Bangladesh officials have summoned Nobel laureate Muhammad Yunus over $1.51 million in allegedly unpaid taxes, an official said on Tuesday, in what analysts saw as the latest politically motivated move against the micro-credit pioneer. 

The National Board of Revenue has asked Yunus to resolve the "dispute through discussions" at its office on March 29 in the capital after the economist lodged a court appeal against the unpaid bill.

"Professor Yunus is a very good and compliant taxpayer. But his total tax dues now stand at 117.7 million taka ($1.51 million)," tax commissioner Meftha Uddin Khan told AFP.

"We've asked him to settle the dispute through discussions," Khan said.

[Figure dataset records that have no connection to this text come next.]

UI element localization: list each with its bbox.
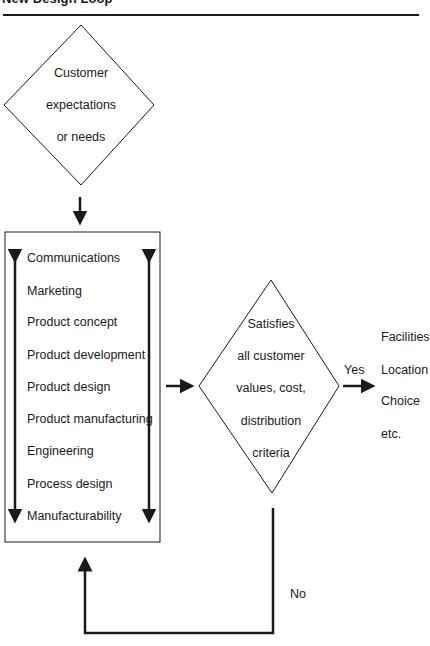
process-item: Communications [27,251,120,265]
decision-line-3: values, cost, [236,381,305,395]
customer-needs-line-3: or needs [57,130,106,144]
outcome-line: Choice [381,394,420,408]
outcome-line: etc. [381,427,401,441]
process-item: Product concept [27,315,117,329]
no-loop-line [85,508,273,633]
customer-needs-line-2: expectations [46,98,116,112]
process-item: Product manufacturing [27,412,153,426]
process-item: Engineering [27,444,94,458]
customer-needs-line-1: Customer [54,66,108,80]
yes-label: Yes [344,363,364,377]
outcome-line: Location [381,363,428,377]
decision-line-1: Satisfies [247,317,294,331]
decision-line-2: all customer [237,349,304,363]
decision-line-4: distribution [241,414,301,428]
process-item: Product development [27,348,145,362]
outcome-line: Facilities [381,330,430,344]
process-item: Product design [27,380,110,394]
process-item: Process design [27,477,112,491]
no-label: No [290,587,306,601]
process-item: Manufacturability [27,509,122,523]
process-item: Marketing [27,284,82,298]
decision-line-5: criteria [252,446,290,460]
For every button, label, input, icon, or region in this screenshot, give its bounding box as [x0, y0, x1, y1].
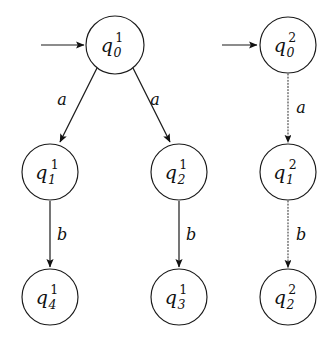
automata-figure: q1^1 --> a q2^1 --> a q4^1 --> b q3^1 --… [0, 0, 330, 337]
state-base: q [36, 286, 48, 308]
edge-label-b: b [296, 225, 306, 244]
state-superscript: 1 [50, 282, 58, 297]
transition-q0-2-to-q1-2: a [288, 74, 306, 142]
state-label: q02 [274, 30, 297, 60]
state-label: q41 [36, 282, 59, 312]
state-subscript: 4 [47, 297, 56, 312]
state-superscript: 1 [51, 157, 59, 172]
state-subscript: 1 [286, 172, 294, 187]
state-label: q11 [35, 157, 59, 187]
state-label: q01 [101, 30, 124, 60]
state-superscript: 2 [288, 282, 296, 297]
transition-q1-2-to-q2-2: b [288, 201, 306, 267]
state-base: q [165, 286, 177, 308]
state-superscript: 2 [289, 157, 297, 172]
state-base: q [35, 161, 47, 183]
edge-label-a: a [296, 98, 306, 117]
state-subscript: 2 [285, 297, 294, 312]
state-superscript: 1 [179, 157, 187, 172]
state-q1-1[interactable]: q11 [22, 144, 78, 200]
state-subscript: 0 [286, 45, 294, 60]
edge-label-b: b [57, 225, 67, 244]
state-superscript: 1 [115, 30, 123, 45]
state-label: q12 [273, 157, 297, 187]
state-base: q [165, 161, 177, 183]
transition-q0-1-to-q2-1: a [133, 68, 170, 142]
state-q4-1[interactable]: q41 [22, 269, 78, 325]
automaton-1: q1^1 --> a q2^1 --> a q4^1 --> b q3^1 --… [22, 16, 207, 325]
state-q1-2[interactable]: q12 [260, 144, 316, 200]
automaton-2: q1^2 (dotted) --> a q2^2 (dotted) --> b … [222, 17, 316, 325]
automata-canvas: q1^1 --> a q2^1 --> a q4^1 --> b q3^1 --… [0, 0, 330, 337]
transition-q1-1-to-q4-1: b [50, 201, 67, 267]
transition-q0-1-to-q1-1: a [57, 68, 97, 142]
state-superscript: 2 [288, 30, 296, 45]
state-subscript: 1 [48, 172, 56, 187]
state-label: q21 [165, 157, 188, 187]
state-q2-1[interactable]: q21 [151, 144, 207, 200]
state-base: q [101, 34, 113, 56]
state-q0-2[interactable]: q02 [260, 17, 316, 73]
state-q0-1[interactable]: q01 [86, 16, 144, 74]
state-subscript: 2 [176, 172, 185, 187]
state-base: q [273, 161, 285, 183]
state-superscript: 1 [179, 282, 187, 297]
state-label: q31 [165, 282, 188, 312]
state-q3-1[interactable]: q31 [151, 269, 207, 325]
state-subscript: 0 [113, 45, 121, 60]
edge-label-a: a [150, 90, 160, 109]
state-subscript: 3 [177, 297, 185, 312]
state-base: q [274, 286, 286, 308]
edge-label-b: b [186, 225, 196, 244]
state-q2-2[interactable]: q22 [260, 269, 316, 325]
edge-label-a: a [57, 90, 67, 109]
transition-q2-1-to-q3-1: b [179, 201, 196, 267]
state-base: q [274, 34, 286, 56]
state-label: q22 [274, 282, 297, 312]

There was no immediate comment from Yunus, who is widely respected among ordinary Bangladeshis as an elder statesman in the impoverished country which is reeling from months of political instability.

Yunus, 74, has been at odds with Prime Minister Sheikh Hasina since 2007 when he made a brief foray into the country's violent and polarised politics dominated by her family and her arch-rival Khaleda Zia.

Yunus was removed in 2011 as head of the micro-lender Grameen Bank that he founded,a move widely seen as orchestrated by Hasina.

"I think this tax dispute is intended to prove that his integrity is not beyond doubt and he's not as perfect as often ... seen by the public," Ataur Rahman, a retired professor of political science at Dhaka University, told AFP.

Khan said taxes must be paid on financial "gifts" from Yunus in the last three years to three trusts set up for his family members and for charitable purposes. 

But Mahbubur Rahman, a tax adviser of Yunus, said that money should be exempt because they were gifts and a ruling on the matter was pending in the High Court.

"We think the gift that Professor Yunus has made through his trusts should be exempted from ... tax. He has made an appeal to the High Court against the claim," Rahman told AFP.

Yunus set up Grameen Bank in 1983 to make collateral-free micro-loans to rural and mostly women entrepreneurs. Its record in helping to reduce poverty earned him global fame and a Nobel Peace Prize.

But Hasina has accused Yunus of "sucking blood" from the poor and in 2013 he faced a state-backed hate campaign seeking to paint him as un-Islamic and a spreader of homosexuality.